First Impression - Jim Casy

The preacher - Jim Casy - has got to be one of my favorite characters in this entire book. I like Tom, too, but not as much as I like Jim, and this is why.

For starters, his enthusiasm and excitement for all the new ideas he thinks about and comes up with is contagious. It makes me want to be enthusiastic about things (which I already am very enthusiastic, so you can imagine how he makes me feel), and I love characters that make me want to do things. I kind of relate to Casy in this way, and also in the way that he thinks deeply about things. I'm a pretty religious person, but my mind also tends to wander to other possibilities like Casy's does (only I don't change my views very much or very often, I just think about it). Deep thinking is a forte for both of us, and it makes him easier to like.

I also like how he tends to bring the conversations he has always back to the main thing he is thinking about. In this chapter, for instance, Tom continually tries to talk about other things, but Casy always manages to bring the subject back to his time as a preacher and his new outlook on life. I tend to do this as well, and frankly, when he continued to do this in the chapter, I kind of laughed a little bit.
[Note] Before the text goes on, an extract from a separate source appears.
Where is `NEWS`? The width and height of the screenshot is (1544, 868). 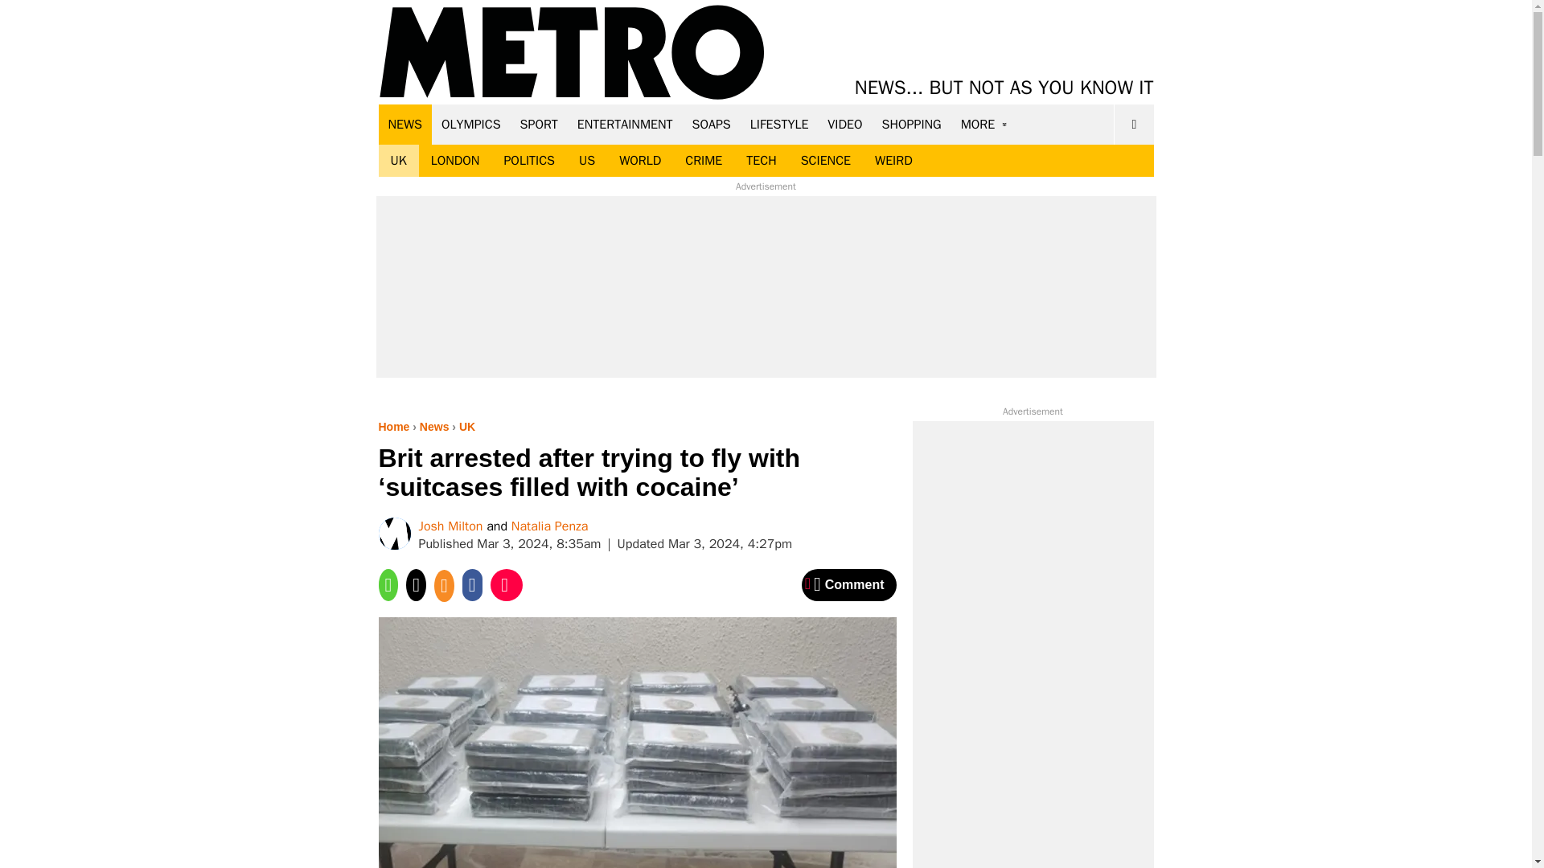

If there is one thing I don't like about Casy, though, it is his appearance. That's kind of shallow, but I like his personality, so I guess it isn't. He just sounds really, really, unattractive. Steinbeck describes him as having "a long head, bony, tight of skin, and set on a neck as stringy and muscular as a celery stalk." Maybe it's just my dislike of celery biasing my opinion there, but whatever. It goes on to say that his eyes are "heavy and protruding" and his nose is "beaked and hard" and stretches the skin "so tightly that the bridge showed white." His forehead is "abnormally high... lined with delicate blue veins at the temples."

Yeah, not the most attractive person. I still love him though!